It comes as something of a shock to see that this whimsical English fantasy was penned by the QC who represented the BBC in the Hutton Inquiry. If you approach Rotherweird with expectations of some clever allegory on government control or the media society, though, you're likely to be disappointed – this is a little insular caprice all of its own, indeed very much the kind of thing one expects an English barrister to have been beavering away on during his idle Sunday afternoons.

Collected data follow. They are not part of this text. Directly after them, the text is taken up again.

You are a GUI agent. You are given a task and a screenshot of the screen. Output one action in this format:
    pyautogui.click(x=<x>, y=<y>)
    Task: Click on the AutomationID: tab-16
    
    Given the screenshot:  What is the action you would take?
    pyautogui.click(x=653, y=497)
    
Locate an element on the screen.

A little country town, functionally independent from the rest of Britain by royal decree since Elizabethan times; dark local secrets; hints of the supernatural; an outsider coming into a closed local community – all of these elements are here, and good fun they are too. At first I was enjoying it quite a lot: the cast are pleasingly eccentric, and the plot sets up and resolves its puzzles sufficiently satisfyingly to have kept me turning the pages.

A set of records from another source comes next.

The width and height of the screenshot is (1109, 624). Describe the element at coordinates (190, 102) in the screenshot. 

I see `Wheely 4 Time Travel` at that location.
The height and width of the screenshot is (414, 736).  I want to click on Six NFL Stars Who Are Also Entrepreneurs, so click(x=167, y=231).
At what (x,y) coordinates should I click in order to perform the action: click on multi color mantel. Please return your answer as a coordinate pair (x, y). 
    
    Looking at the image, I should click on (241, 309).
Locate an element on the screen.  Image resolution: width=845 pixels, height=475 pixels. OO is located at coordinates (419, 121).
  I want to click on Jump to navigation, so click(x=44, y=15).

But somehow, as the book went on, it became harder and harder to ignore the cumulative pile of inconsistencies. I gave it a decent chance, I think, but the world of Rotherweird never quite feels real in the way that its literary models do, and as a result you end up questioning everything more critically than is healthy for a fantasy novel. The idea of a town that has detached itself politically from the rest of the country is one thing, but to say that it has no use of modern technology (relying instead on premodern rhythms of life and a kind of steampunk proto-tech) is much more of a stretch. Even to reach Rotherweird, characters from the modern world take a charabanc where honestly you'd just expect them to get an Uber. I think it would have made more sense to set the whole thing in the 19th century and be done with it – or at least in the 1980s, some time well before mobile phones and the internet.

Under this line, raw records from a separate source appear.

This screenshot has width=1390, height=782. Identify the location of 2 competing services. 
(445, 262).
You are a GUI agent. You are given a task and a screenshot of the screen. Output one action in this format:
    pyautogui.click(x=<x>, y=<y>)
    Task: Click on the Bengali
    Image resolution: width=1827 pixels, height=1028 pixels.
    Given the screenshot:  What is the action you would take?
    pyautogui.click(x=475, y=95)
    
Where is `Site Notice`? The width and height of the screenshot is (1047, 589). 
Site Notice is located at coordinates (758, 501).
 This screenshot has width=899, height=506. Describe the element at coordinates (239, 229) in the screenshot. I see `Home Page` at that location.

As it is, too much is asked of your suspension of disbelief, and in the last hundred pages, the book conclusively falls to pieces. Macguffins are introduced on demand to solve lingering plot twists, and characters do not just fail to ask the obvious questions (which is a problem in a lot of genre fiction), they react completely without verisimilitude, accepting the most outré revelations without batting an eyelid, apparently on the grounds that the reader already knows about them, and making impossible deductions in the service of advancing the plot.
A lot hinges on improbable anagrams (clearly an authorial fetish); in one especially shark-vaulting example, we are asked to believe that a character called Calx Bole willingly lived in a dump on Box Street because ‘street’ in Spanish is calle and ‘Box Calle’ is an anagram of his name, this despite the fact that he didn't even want anyone to know his name. The worst part about this is the horrible suspicion that Caldecott gave Calx Bole his name specifically in order to set up this nonsensical aha!-moment.
Inevitably, this is the first part of a trilogy, and it's possible that later volumes will make good on the promise of a lot of Caldecott's ideas and worldbuilding, which are certainly full of potential. In my case, though, the reserves of goodwill have been exhausted, and I'll probably content myself with plot summaries of the sequels on Wikipedia.